The Definition of Insanity

Eight years ago, liberals cheered as the Obama administration deposed an autocrat in Libya. The result was mayhem and chaos — and now they want to do the same in Venezuela.

President Trump Speaks To Venezuelan Community In Miami At Florida International University

Juan Guaido, who Donald Trump recognized as the president of Venezuela, speaks via a telecast to a crowd as they await the arrival of Trump to a rally at Florida International University on February 18, 2019 in Miami, Florida.Joe Raedle / Getty


This past Sunday, much of the US public probably learned for the first time that their government had troops in Libya, as the military announced it was temporarily pulling them out. The US was withdrawing troops due to the advance of forces led by a rebel general aligned with the country’s rival government in the east, causing a spike in violence south of Tripoli.

For many, the news will also be a reminder that US intervention and regime change in foreign lands rarely have a pat, happy ending.

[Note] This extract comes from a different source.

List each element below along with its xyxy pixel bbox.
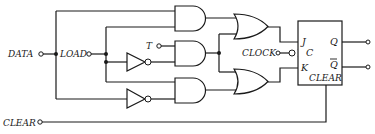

For a time, Obama’s illegal Libyan adventure, launched and maintained through 2011 without congressional authorization and later reprised through some highly dubious legal reasoning, was considered a poster child for Obama’s concept of “smart power,” a case study of regime change done right. Since then, nearly every major piece of news out of the country — from the way it became a launching pad for extremist violence elsewhere in the region to the emergence of slave markets in the country to its status as a safe haven for ISIL — seemed to serve as yet another lesson why toppling a foreign government almost never does more good than harm.

The worst part is, many of those who cheered on or even orchestrated that disaster don’t appear to have learned that lesson — at least not if their stances on Venezuela are anything to go by.